Johnson outside No.10 after he returns from seeing the Queen

Johnson’s time as prime minister starts with a nationalist slur against his critics

It's the old nationalist tactic: define any criticism of the leader as an attack on the nation. It took Boris Johnson less than a minute to do it. 

He was stood outside Downing Street after coming back from meeting the Queen. This is usually a moment in which a prime minister tries to look statesmanlike. Even Margaret Thatcher had promised to address "discord" and bring "harmony".

That wasn't the approach Johnson took. The country had become trapped in the arguments of 2016, he insisted. But "the doubters, the gloomsters" were wrong. They were trying to "bet against Britain".

There it was. The boiler-plate libel: that critics of Brexit are against their own country. They are a fifth column, working against the interests of the nation. 

He would try and sort out a negotiation with the EU. But he ruled out any backstop as "anti-democratic". So Britain would need to prepare for the possibility that "Brussels refuses to negotiate".

This was where he started to prepare the ground. He knows the EU won't budge on the backstop. Why should they? It protects one of their members. But Johnson won't conceed that. He clearly plans to try and make them look llike they're being intransigent. Nothing is ever the leader's fault in nationalism. It is always the fault of foreigners or traitors within.

And then he returned to the central theme. Some argued that Britain would struggle to prepare in time for no-deal, he said. But he had a response: "Do not underestimate this country."

There it was again. That same unmistakable message. To scrutinise or criticise the new government's programme was to be a traitor against Britain, or at the very least to fail to have sufficient loyalty towards it.

Johnson was straight-out-the-gate, starting as he meant to go on: jingoistic, aggressive, divisive. This is the first glimpse we got of how he'll govern.

But even as Johnson railed against his opponents, they were already taking position. As he spoke, he could barely make himself heard above the shouts of protest outside the gates of Downing Street.

Inside Westminster, things were more respectable, but seemingly no less determined. This afternoon, chancellor Philip Hammond, international development secretary Rory Stewart, de-facto deputy prime minister David Lidington and justice secretary David Gauke resigned before giving Johnson a chance to sack them – an unprecedented development.

It didn't just mark the strength of feeling against Johnson, it represented a block of disgruntled moderate Conservatives moving en-masse to the backbenches, to join the group already there. He doesn't have the working majority to counter that.

It's quite possible that the country will feel sympathetic to Johnson. Usually new prime ministers get a decent bump in the polls. But there was a niggle of doubt today during that speech, a sense that he wasn't actually all he'd been made out to be.

His allies in politics and the media constantly talk about how charismatic he is and how he reaches the parts other politicians do not. But the speech today, aside from its nationalist sections, was long-winded, lacking in vision, over-stuffed with promises, and lacking in gravitas. It was hard to imagine anyone – even his greatest supporters – getting particularly excited by it. 

Johnson would make an excellent after-dinner speaker. He was good on Have I Got News For You. But there's a certain gravitas that comes with being prime minister that needs to be incorporated into the charisma and it's not clear he has got it, or that he is capable of emulating it.

Even worse, the speech wasn't even funny. "Never mind the backstop, the buck stops here," he said at one point. It was dad-joke central.

Is he really that good? Maybe not actually. Is he really that venal that he'd engage in the most base forms of nationalism? Well yes actually, it looks like he probably would. And that may very well get worse the harder things become for him.

Interesting summer ahead.

Ian Dunt is editor of Politics.co.uk and the author of Brexit: What The Hell Happens Now?

The opinions in Politics.co.uk's Comment and Analysis section are those of the author and are no reflection of the views of the website or its owners.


### What this task involves
Under this line are the records; write out word for word the part that begins at the line containing "Describe the element at coordinates (320, 158)" and ends at the line containing "Task: Click on the th: 卡券販賣 (入業績)", and no more.

[Dataset entries]
• • • • •
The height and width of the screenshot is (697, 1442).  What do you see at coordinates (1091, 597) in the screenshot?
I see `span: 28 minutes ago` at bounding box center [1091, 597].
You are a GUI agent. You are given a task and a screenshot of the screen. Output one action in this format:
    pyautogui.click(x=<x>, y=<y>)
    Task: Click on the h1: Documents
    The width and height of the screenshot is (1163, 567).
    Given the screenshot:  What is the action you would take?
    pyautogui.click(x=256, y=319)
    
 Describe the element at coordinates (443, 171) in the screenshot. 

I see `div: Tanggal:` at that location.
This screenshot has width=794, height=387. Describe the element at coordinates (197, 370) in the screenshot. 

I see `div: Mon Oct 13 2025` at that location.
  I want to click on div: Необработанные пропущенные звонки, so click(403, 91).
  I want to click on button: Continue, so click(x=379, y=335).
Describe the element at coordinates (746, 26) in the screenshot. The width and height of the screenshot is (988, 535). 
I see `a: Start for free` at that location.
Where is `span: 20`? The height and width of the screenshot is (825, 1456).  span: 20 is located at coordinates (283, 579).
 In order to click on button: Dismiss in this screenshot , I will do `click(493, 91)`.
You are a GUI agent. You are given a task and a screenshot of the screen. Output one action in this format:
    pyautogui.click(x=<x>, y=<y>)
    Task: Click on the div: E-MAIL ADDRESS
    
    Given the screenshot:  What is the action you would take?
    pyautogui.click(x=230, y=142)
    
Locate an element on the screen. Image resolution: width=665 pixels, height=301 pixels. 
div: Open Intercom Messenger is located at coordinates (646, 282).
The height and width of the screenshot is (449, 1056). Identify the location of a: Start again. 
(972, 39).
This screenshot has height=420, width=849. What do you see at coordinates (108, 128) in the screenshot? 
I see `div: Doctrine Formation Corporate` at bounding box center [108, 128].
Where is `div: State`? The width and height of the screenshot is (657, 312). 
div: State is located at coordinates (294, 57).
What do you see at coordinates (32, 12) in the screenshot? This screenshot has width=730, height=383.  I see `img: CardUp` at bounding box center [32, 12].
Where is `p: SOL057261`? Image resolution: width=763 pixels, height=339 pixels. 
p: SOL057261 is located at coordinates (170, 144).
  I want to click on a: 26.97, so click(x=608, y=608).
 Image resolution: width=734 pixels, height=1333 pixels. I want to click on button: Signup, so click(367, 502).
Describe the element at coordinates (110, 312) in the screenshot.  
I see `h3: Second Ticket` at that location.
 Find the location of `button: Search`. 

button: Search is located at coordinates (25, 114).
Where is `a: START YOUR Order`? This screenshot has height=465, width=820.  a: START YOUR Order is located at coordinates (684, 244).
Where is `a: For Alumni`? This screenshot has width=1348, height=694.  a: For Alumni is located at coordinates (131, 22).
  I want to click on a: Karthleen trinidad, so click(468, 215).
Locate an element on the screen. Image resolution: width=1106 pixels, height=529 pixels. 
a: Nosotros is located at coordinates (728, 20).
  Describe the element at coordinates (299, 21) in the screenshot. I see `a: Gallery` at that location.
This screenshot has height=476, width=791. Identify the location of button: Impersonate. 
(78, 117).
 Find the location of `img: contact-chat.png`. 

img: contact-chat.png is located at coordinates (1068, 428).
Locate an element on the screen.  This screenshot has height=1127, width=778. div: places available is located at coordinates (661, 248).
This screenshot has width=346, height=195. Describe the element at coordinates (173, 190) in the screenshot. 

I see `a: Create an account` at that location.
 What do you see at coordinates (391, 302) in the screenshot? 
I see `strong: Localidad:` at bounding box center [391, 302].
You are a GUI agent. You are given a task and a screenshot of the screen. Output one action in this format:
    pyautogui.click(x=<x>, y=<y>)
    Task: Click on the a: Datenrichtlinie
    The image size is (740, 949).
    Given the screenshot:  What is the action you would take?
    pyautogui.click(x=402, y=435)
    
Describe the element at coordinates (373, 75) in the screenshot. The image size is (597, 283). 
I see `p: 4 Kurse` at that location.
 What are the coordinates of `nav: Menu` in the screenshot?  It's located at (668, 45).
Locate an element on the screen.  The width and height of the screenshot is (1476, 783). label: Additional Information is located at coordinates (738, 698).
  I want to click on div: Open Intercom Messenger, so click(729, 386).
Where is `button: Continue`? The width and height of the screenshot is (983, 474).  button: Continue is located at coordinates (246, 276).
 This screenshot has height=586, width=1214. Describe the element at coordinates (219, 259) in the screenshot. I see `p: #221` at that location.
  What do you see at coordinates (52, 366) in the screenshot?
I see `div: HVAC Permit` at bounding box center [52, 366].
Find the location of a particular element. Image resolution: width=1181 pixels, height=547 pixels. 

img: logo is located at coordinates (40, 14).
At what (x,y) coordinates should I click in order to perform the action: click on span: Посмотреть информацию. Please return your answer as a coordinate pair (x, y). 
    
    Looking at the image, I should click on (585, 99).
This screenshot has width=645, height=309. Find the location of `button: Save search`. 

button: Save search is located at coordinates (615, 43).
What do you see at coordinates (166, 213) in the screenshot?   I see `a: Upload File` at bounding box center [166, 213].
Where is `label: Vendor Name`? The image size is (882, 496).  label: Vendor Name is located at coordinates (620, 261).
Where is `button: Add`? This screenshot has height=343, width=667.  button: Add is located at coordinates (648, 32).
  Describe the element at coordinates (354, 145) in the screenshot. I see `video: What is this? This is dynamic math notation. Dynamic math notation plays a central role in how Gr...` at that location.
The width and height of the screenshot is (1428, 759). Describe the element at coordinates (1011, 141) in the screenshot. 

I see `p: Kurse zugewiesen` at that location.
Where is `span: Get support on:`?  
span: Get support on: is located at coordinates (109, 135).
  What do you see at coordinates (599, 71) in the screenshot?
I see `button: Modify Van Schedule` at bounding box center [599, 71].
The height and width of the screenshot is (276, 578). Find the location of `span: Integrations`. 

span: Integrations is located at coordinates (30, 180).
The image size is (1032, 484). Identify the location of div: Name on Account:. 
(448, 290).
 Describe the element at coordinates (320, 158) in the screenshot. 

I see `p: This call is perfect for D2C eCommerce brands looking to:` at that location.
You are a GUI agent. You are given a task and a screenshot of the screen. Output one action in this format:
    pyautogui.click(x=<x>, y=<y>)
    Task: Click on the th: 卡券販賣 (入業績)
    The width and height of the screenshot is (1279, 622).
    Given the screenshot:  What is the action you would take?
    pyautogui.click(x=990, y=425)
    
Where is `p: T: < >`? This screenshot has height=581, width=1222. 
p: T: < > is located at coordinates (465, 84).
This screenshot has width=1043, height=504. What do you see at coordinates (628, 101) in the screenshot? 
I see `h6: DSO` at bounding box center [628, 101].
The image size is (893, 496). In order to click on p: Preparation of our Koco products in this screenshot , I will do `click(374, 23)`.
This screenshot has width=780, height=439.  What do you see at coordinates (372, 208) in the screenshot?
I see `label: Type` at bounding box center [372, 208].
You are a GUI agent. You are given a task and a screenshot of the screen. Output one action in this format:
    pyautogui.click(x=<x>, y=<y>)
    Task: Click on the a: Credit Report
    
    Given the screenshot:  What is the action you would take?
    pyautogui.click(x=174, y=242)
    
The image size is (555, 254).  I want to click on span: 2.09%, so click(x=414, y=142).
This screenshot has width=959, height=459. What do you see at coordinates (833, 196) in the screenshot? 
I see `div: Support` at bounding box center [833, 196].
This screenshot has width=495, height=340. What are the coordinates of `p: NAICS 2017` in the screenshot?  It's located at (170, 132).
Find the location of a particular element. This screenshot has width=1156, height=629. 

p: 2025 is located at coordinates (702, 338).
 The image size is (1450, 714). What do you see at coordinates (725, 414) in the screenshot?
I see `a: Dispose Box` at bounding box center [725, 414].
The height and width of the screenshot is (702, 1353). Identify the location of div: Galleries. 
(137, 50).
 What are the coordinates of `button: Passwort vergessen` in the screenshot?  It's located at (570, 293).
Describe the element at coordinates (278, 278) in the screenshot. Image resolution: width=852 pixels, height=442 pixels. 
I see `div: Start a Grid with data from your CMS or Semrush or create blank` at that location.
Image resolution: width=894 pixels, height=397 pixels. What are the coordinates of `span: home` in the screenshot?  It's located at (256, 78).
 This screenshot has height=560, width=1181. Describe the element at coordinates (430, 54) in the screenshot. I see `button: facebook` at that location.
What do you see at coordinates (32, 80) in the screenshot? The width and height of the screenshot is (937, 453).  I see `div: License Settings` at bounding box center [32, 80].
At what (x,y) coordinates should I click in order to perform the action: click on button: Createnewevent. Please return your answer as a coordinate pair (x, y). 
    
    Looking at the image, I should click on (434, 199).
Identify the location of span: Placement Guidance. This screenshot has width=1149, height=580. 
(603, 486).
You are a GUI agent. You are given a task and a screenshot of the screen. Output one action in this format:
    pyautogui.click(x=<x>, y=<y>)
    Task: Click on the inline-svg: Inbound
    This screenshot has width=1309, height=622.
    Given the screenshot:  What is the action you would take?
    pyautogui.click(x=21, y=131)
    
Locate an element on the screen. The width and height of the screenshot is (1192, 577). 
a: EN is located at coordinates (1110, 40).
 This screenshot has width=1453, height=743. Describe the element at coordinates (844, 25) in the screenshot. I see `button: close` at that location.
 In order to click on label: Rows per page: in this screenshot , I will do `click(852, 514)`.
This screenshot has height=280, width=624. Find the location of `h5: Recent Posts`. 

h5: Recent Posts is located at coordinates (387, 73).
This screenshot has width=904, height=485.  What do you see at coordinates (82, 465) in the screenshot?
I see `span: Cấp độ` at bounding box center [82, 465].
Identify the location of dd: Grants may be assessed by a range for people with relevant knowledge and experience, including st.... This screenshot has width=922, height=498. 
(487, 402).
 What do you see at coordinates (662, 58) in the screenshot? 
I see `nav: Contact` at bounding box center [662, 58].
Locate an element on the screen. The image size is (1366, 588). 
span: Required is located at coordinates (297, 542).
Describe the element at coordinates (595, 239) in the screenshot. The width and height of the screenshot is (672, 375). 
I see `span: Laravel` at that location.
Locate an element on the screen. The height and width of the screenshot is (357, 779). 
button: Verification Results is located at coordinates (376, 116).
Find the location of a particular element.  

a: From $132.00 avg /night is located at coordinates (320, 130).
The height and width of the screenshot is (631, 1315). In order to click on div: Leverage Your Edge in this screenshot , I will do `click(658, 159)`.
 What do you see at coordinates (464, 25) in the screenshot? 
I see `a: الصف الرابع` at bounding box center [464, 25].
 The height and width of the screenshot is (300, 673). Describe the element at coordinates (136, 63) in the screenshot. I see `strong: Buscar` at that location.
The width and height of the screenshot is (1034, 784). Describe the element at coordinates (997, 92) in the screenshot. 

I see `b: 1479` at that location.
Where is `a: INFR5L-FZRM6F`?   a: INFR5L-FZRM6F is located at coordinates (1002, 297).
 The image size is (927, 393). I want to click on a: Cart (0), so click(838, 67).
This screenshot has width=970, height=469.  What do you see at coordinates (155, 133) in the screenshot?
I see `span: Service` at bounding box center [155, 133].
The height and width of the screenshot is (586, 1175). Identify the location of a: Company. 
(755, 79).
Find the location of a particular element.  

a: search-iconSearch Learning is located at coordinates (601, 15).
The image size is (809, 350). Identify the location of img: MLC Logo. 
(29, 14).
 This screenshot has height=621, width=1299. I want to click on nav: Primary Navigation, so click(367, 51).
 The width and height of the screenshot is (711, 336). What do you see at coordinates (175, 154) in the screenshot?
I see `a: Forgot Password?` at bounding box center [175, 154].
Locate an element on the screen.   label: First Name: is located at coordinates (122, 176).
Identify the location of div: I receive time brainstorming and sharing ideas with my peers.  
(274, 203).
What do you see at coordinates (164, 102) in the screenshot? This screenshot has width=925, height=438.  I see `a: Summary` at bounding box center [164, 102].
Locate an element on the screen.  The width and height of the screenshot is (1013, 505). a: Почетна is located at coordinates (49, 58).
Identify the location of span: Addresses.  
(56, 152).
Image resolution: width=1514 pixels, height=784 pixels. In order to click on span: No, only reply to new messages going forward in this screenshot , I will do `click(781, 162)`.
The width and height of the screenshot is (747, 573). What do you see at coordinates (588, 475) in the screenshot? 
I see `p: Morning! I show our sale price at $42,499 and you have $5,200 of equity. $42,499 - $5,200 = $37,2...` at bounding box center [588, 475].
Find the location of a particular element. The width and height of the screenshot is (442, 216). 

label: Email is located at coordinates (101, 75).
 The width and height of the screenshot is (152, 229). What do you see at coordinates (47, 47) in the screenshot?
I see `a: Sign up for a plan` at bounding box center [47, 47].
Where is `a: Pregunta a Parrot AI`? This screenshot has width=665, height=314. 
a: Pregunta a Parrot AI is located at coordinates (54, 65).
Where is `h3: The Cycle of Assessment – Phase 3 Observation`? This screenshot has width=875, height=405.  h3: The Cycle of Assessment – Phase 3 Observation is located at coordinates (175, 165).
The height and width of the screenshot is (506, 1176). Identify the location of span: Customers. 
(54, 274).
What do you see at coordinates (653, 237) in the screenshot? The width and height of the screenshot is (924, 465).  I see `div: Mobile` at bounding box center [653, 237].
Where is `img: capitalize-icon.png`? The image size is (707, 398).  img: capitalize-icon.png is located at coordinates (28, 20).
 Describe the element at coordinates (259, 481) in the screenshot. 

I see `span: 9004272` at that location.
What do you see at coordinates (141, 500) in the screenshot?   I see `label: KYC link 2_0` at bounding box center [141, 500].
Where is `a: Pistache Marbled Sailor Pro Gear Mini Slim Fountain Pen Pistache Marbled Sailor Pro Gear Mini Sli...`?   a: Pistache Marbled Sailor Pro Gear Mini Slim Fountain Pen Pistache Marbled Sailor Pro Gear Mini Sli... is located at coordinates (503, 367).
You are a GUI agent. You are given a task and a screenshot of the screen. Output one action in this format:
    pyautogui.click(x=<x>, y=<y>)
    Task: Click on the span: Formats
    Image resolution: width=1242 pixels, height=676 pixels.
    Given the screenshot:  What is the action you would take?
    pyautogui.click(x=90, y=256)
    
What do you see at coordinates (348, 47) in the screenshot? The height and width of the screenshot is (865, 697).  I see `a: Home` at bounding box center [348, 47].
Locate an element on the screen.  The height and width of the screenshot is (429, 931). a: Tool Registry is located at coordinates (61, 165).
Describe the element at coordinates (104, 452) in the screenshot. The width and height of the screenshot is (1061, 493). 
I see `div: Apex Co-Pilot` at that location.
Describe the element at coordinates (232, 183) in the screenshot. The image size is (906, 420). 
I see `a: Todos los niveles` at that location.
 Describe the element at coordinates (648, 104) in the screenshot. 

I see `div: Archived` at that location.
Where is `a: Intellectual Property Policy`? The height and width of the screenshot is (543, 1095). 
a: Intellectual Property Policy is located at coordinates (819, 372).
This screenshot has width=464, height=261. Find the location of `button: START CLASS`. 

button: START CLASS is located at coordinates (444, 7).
• • • • •
### Written solution
 Describe the element at coordinates (320, 158) in the screenshot. 

I see `p: This call is perfect for D2C eCommerce brands looking to:` at that location.
You are a GUI agent. You are given a task and a screenshot of the screen. Output one action in this format:
    pyautogui.click(x=<x>, y=<y>)
    Task: Click on the th: 卡券販賣 (入業績)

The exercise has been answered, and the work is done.